Martin Henry
THE HIGHER education landscape of the country has changed dramatically in the last few years. We are now boasting seven universities, six of which have only come on stream within the last decade. But even now when people speak of 'the university', they mean the University of the West Indies. And by 'the other university' they mean the University of Technology (UTech).
With the multiplication of universities, the most basic resources in higher education are going to be qualified students and qualified staff. I don't know if people are really aware of how thin the numbers of students emerging out of secondary schools with the minimum five CXCs required for matriculation into university are.
The Gleaner, commendably, ran a series of profiles on high performance students coming out of this year's CXCs and several schools published their top performers. Just last Wednesday [16/11] the St. Elizabeth Technical High School published its star performers. Where do these high performance students go? And what do they do?
While the local labour market has very limited room for more doctors and lawyers and even less for pure economists, sociologists and political scientists, the fastest growing careers lie elsewhere.
According to the United States Bureau of Labour Statistics the 10fastest growing occupations and those showing the largest growth in recent years are in auxiliary medical services, information and communication technology, various areas of sales and customer service, hospitality including food services, and post-secondary teaching.
PROFESSIONAL DEGREES
The other university offers professional degrees in the top 10 growth fields and other hot areas like the vast and diverse field of management but has hardly taken the trouble to calculatedly attract high-performance students to these offerings. High-performance students can launch highly rewarding career pathways from UTech. And the other university absolutely needs a solid core of these students for a strong graduate programme.
This week's JIS Bulletin in the papers announced 'GIS mapping to help with crime fighting'. UTech's Faculty of the Built Environment is a base for training in geographic information systems. And with all the concerns about urban space, the faculty runs a programme in urban and regional planning alongside more traditional high demand disciplines in construction, land management and architecture.
A wide range of business management disciplines and programmes in hospitality and tourism are taught and students are hawking these up making the faculty of business and management the largest of five. Holiday Inn advertised on Sunday for front office staff, fluent in Spanish. And the Spanish invasion in hotel construction is on in earnest. One of the features of hospitality and tourism training is the offering of basic skills in a second language. I have often thought that UTech could innovatively diversify its offerings providing greater value-added by attaching a second language to many more of its programmes.
MULTI-SKILLING
The same is true for attaching information technology and management minors to more technical majors. The wave of the future is this inter-disciplinarity and multi-skilling in training and in work, something for which UTech has seriously untapped capacity.
When I read of the new carrot processing plant for Manchester and of broadband fibre optic cables coming in it demonstrates that even in a weak economy graduates from a faculty of engineering and computing need not know what unemployment means. And computing could perhaps better serve UTech and the country by attaching an IT minor to many more areas of training.
A large number of the graduates of the education faculty do little and sometimes no teaching before they take their technical skills to greener pastures. UTech is the only place for degrees in clothing and textiles, apparel, and food and nutrition, but these, and degrees in business studies and industrial technology, are all tied to teaching. The non-teaching demand is high. The faculty should listen. As suggested for IT, an education minor could be offered as an attachment to a wide range of degrees. The national push to upgrade all teachers to degree level has created a huge clientele which UTech's teacher training arm can tap into, offering other areas like language, mathematics, sciences and IT outside of its usual tech/voc zone. The staff skills are there, just not (yet) pulled together from across isolated faculties.
Allied health professions are among the hottest in the labour market. UTech's faculty of health and applied sciences offers a range of these and could reconfigure existing human and physical resources to offer even more.
A recent addition is the composite science and education degree offered jointly with the education faculty. Many more of these market-responsive, inter-faculty degrees are waiting to happen as the second university enters its second decade. UTech can position itself so that 'second' means only in time sequence and nothing else.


What you return must match the records below exactly, apart from the omitted pictures.

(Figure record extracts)
====

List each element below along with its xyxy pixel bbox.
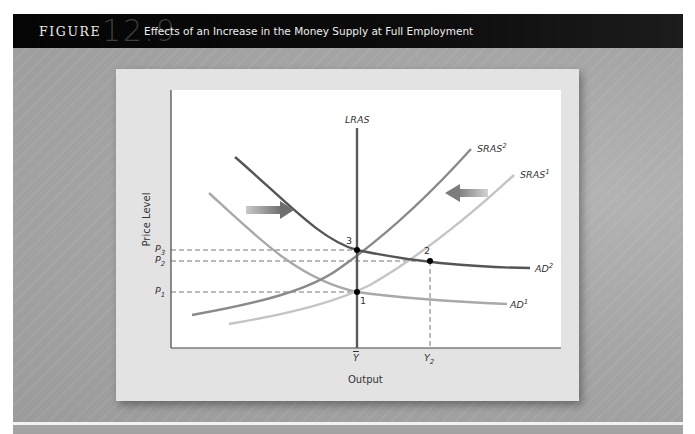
ybar-tick: Y	[353, 352, 359, 363]
equilibrium-point-2	[427, 258, 433, 264]
point-1-label: 1	[360, 295, 366, 306]
p2-tick-sub: 2	[161, 260, 165, 268]
sras1-label-sup: 1	[545, 168, 549, 176]
diagram-plot	[0, 0, 695, 434]
lras-label: LRAS	[345, 114, 369, 125]
sras2-label: SRAS2	[477, 142, 507, 154]
sras2-label-text: SRAS	[477, 143, 502, 154]
p2-tick: P2	[155, 254, 165, 268]
ad1-label: AD1	[510, 298, 528, 310]
y-axis-label: Price Level	[141, 180, 152, 260]
sras1-label-text: SRAS	[520, 169, 545, 180]
point-2-label: 2	[424, 245, 430, 256]
p1-tick-sub: 1	[161, 291, 165, 299]
sras2-label-sup: 2	[502, 142, 506, 150]
p1-tick: P1	[155, 285, 165, 299]
equilibrium-point-3	[354, 247, 360, 253]
ad2-label: AD2	[535, 262, 553, 274]
sras1-label: SRAS1	[520, 168, 550, 180]
ad2-label-sup: 2	[549, 262, 553, 270]
x-axis-label: Output	[348, 374, 383, 385]
y2-tick-sub: 2	[430, 358, 434, 366]
y2-tick: Y2	[424, 352, 434, 366]
ad2-label-text: AD	[535, 263, 549, 274]
point-3-label: 3	[346, 235, 352, 246]
plot-area	[171, 90, 561, 348]
ad1-label-sup: 1	[524, 298, 528, 306]
ad1-label-text: AD	[510, 299, 524, 310]
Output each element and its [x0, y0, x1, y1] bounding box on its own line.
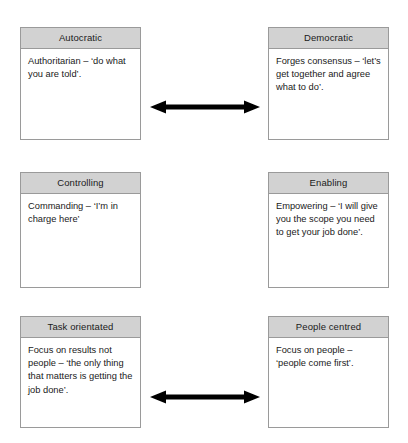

====

### Response area
List each element below along with its xyxy pixel bbox.
ybar-tick: Y	[353, 352, 359, 363]
equilibrium-point-2	[427, 258, 433, 264]
point-1-label: 1	[360, 295, 366, 306]
p2-tick-sub: 2	[161, 260, 165, 268]
sras1-label-sup: 1	[545, 168, 549, 176]
diagram-plot	[0, 0, 695, 434]
lras-label: LRAS	[345, 114, 369, 125]
sras2-label: SRAS2	[477, 142, 507, 154]
sras2-label-text: SRAS	[477, 143, 502, 154]
p2-tick: P2	[155, 254, 165, 268]
ad1-label: AD1	[510, 298, 528, 310]
y-axis-label: Price Level	[141, 180, 152, 260]
sras1-label-text: SRAS	[520, 169, 545, 180]
point-2-label: 2	[424, 245, 430, 256]
p1-tick-sub: 1	[161, 291, 165, 299]
sras2-label-sup: 2	[502, 142, 506, 150]
p1-tick: P1	[155, 285, 165, 299]
equilibrium-point-3	[354, 247, 360, 253]
ad2-label: AD2	[535, 262, 553, 274]
sras1-label: SRAS1	[520, 168, 550, 180]
ad2-label-sup: 2	[549, 262, 553, 270]
x-axis-label: Output	[348, 374, 383, 385]
y2-tick-sub: 2	[430, 358, 434, 366]
y2-tick: Y2	[424, 352, 434, 366]
ad2-label-text: AD	[535, 263, 549, 274]
point-3-label: 3	[346, 235, 352, 246]
plot-area	[171, 90, 561, 348]
ad1-label-sup: 1	[524, 298, 528, 306]
ad1-label-text: AD	[510, 299, 524, 310]
Output each element and its [x0, y0, x1, y1] bounding box on its own line.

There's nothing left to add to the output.